1 According to the combined testimony of Irish and Roman history, the numerous defeats and final expulsion of the "lords of the world" from Britain, were chiefly attributable to the valour of the Irish, then styled Scots, in conjunction with their dependent allies, the Picts. Opposed to their united attack, the enormous barrier of the Roman wall, which stretched from sea to sea across the island, proved unavailing; and, while their Saxon confederates ravaged the coasts of England by sea, the Scots and Picts extended their predatory incursions through the interior of the province. Nor are the maritime invasions of Britain and Gaul by several of the ancient kings of Ireland-especially those of Crimthan or Criomthan I., Nial the Great, and Dathy-less celebrated. -See O'Conor's Introduction to Dissertations on the History of Ireland, sect. xiv. p. 23.

2 The ensign of the ancient Danes was a raven. On the defeat of Hubba, the Dane, in the reign of the great Alfred, Hume relates that Oddune, Earl of Devonshire, captured "the famous Reafen, or enchanted standard, in which the Danes put great confidence.
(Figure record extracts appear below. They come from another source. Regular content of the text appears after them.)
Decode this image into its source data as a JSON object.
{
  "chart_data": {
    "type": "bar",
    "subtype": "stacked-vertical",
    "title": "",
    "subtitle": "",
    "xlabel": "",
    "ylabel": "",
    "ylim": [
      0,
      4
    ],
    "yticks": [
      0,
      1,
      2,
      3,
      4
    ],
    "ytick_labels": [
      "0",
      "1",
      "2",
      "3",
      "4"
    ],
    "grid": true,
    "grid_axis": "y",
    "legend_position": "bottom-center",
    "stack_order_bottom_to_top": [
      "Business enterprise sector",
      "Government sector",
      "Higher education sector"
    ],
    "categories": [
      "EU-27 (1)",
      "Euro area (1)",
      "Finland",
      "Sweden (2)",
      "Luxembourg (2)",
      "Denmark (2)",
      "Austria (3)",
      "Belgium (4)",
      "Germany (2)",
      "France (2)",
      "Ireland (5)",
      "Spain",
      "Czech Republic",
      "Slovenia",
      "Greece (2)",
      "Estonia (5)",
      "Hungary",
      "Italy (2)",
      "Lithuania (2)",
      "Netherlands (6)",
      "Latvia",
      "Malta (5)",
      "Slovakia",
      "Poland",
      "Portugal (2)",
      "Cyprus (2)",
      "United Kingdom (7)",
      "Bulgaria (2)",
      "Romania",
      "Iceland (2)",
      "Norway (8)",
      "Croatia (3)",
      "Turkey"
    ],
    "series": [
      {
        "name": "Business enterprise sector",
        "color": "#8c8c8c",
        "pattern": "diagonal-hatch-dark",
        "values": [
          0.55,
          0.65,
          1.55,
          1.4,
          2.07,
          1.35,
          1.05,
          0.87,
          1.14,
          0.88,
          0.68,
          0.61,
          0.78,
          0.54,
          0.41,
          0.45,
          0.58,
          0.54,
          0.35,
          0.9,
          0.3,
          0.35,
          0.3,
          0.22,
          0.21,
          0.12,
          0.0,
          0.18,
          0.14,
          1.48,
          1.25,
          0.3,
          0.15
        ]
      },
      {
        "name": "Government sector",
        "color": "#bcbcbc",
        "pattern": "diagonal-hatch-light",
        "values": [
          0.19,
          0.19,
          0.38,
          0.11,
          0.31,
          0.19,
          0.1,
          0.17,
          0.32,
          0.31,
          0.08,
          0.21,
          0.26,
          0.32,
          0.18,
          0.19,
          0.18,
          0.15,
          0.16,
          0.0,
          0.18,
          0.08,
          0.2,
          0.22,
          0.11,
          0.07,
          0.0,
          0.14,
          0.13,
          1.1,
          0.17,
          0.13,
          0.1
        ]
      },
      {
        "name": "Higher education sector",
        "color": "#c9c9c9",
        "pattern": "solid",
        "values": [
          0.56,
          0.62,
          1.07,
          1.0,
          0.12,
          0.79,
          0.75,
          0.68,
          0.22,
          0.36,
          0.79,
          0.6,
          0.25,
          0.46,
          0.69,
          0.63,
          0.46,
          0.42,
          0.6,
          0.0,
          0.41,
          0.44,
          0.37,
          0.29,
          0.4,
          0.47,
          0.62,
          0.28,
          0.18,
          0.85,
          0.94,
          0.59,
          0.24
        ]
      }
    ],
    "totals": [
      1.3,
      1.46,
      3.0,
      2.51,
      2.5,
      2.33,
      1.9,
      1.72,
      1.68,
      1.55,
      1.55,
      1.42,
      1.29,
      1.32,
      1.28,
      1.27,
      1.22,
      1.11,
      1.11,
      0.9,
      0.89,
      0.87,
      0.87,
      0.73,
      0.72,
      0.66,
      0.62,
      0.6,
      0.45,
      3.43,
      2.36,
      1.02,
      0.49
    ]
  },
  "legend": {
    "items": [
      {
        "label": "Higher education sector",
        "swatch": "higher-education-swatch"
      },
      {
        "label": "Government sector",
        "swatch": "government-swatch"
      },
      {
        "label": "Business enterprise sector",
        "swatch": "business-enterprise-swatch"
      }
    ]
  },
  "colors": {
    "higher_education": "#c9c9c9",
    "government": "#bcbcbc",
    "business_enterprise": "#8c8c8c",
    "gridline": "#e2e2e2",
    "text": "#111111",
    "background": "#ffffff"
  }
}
It contained the figure of a raven, which had been enwoven by the three sisters of Hinguar and Hubba, with many magical incantations, and which, by its different movements, prognosticated, as the Danes believed, the good or bad success of any enterprise." The same ill-omened bird continued to be the Danish ensign in the age of Brian Boru. "At their disembarkation on the English coast," says M. Thierry, of Sweyn's successful expedition against England, "the Danes, formed into battalions, displayed a banner of white silk, in the centre of which was embroidered a raven opening his beak and spreading his wings."-Hist. of the Norman Conquest, vol. 1. p. 136.

3 Joshua, chap. x.

VI.

Sons of Erin, march on-grasp your swords, shields, and lances

Whirl around the swift sling, draw the death-shafted bow

And spur the bold steed, that impatiently prances
To trample in slaughter the bands of the foe--
For see! o'er your lines,

How gloriously shines

The "SUN-BURST," resplendently blazing on high!
And a thousand harps sound

Their loud notes around,

That call on the valiant to conquer or die!
January 10th, 1829.

FAREWELL TO MY BOOK.

Here goes for a swim on the stream of old Time,
On those buoyant supporters, the bladders of rhyme!
If our weight breaks them down, and we sink in the flood,
We are smother'd, at least, in respectable mud.-BYRON.

My dear little volume, it seems you are grown
Old enough, as they say, for a will of your own;
And, no longer content to be kept for the pleasure
Of myself, or a friend, in our moments of leisure,
You wish, though the danger of print I've foretold,
To aim at a suit of morocco and gold.

Well, take your own way, since no effort can stop
Your rage to be seen in the bookseller's shop.

But, as soon as yourself and your parent are slandered,
In the Mail, and the Packet, the Times, and the Standard;
Magazines and reviews all unite to decry you,

And others, to still meaner uses, apply you ;1

1 From dusty shops neglected authors come,
Martyrs of pies, &c.-DRYDEN.

You'll think on the silly career you have run,
And, comparing yourself with the prodigal son,
Lament that you cannot, like him, to your cost,
By repentance regain what by folly you lost.
Yet why thus debate? since my warning you mock,
Like your brother in rashness, the obstinate cock,
Who, laughing at all his good parent could tell,
Disobeyed her advice, and was drowned in the well.
Then go but when Edinburgh's critic appears,
Beneath ev'ry slice of whose merciless shears
The "membra disjecta poetæ❞ are lopped,
As Melanthius of old by Ulysses was cropped,1
Like Hassan, the Persian, when cursing the day
That led him from Shiraz through deserts to stray,"
With feelings of deep but unpitied regret,
You'll wish you remained in my custody yet.
January, 1839.

1 See the Odyssey, book xxii. v. 510, &c., by Pope, whose modest paraphrase of the original Greek is preferable to the more literal indelicacy of Cowper's version.

2 Sad was the hour, and luckless was the day,
When first from Shiraz' walls I bent my way!

COLLINS'S Hassan, or the Camel-Driver.